MOUNT CLEMENS, Mich. -- Jurors in the trial of a teenager charged with killing and dismembering a 15-year-old runaway girl watched a videotape sdayesday showing the severed head of the victim.
The Macomb County Circuit Court jury viewed the tape of the bloody skull with blue eyes and filmy strands of long blonde hair. This was the severed head of Stephanie Dubay, and for a full 10 minutes jurors and her father, Robert, sat transfixed as latex gloved hands of a doctor described the examination as he manipulated the skull on a table covered with a beige garbage bag.
Agustin Pena, 16, is on trial for first-degree murder, conspiracy to commit murder and mutilation of a corpse. He was 15 at the time of the June 1990 killing.
Some members of the victim's family, including her mother, stepmother and aunts left the room in single file, unable to watch more than the opening few seconds.
The videotape, accompanied by a voice-over narration by Warren Police Detective Michael Metz became a prosecution exhibit.
Metz made the tape that encompassed the on-scene investigation both in examining the skull at the Warren Police Department and also the investigation on Jean Street in Warren, where Stephanie was slain and dismembered.
The video was made shortly after three teenage girls marched into a Warren police station with the skull carried in a plastic bag.
The video by Metz further showed police officers as they exhumed other remains of Dubay from a shallow backyard grave as detectives worked with shovels.
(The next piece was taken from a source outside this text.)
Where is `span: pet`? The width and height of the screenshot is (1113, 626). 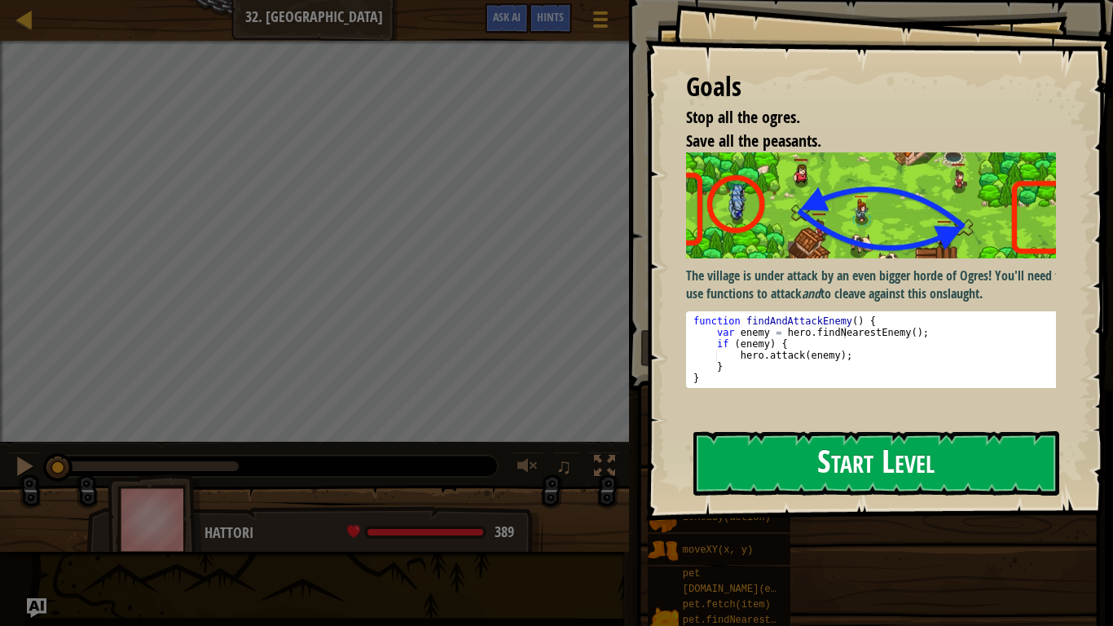 span: pet is located at coordinates (692, 574).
Pena's attorney, Dennis Johnston, objected to the use of the video and a photograph showing other remains of the the victim, saying they were the most gruesome pictures that could ever be shown in any case. He complained to Circuit Judge Fredrick Balkwill that the only purpose of showing the jurors the images was to 'inflame' them.
Earlier sdayesday, Kimberly Hickson, 17, told jurors how she and and another girl discovered the skull.
Hickson, the first prosecution witness in the trial, said she and a girlfriend, Valerie Rapson, went to the house because Valerie had told her she had seen a human head in the freezer there.
When they arrived, they found Pena's cousin, Jaime Rodriguez, 22, sitting in the kitchen. As a pretext, Kimberly offered to cut Rodriguez's hair and told him to wash first. While he was in the basement washing his hair, she said, she and Valerie removed the skull and fled the house.
After questioning the girls when they brought the head into the station, officers went to the Jean Street house and arrested Pena and Rodriguez.
Pena has denied the killing. Rodriguez was convicted in June and is now serving a life sentence without parole at Southern Michigan Prison in Jackson. Rodriguez said in his confession that he held the girl while Pena stabbed her 10 times with a long-blade kitchen knife.
Balkwill has ruled that the confession may be used against Pena.
Assistant Prosecutor silliam Dardy said in his opening statement Tuesday that testimony would reveal the killing was perpetrated by two men and that there was no indication the victim resisted. He said Pena was arrested after police found him hiding in the attic of his mother's home in Warren, where the killing occurred.
Dubay was stabbed to death and dismembered in the basement of the house in what police called a satanic ritual.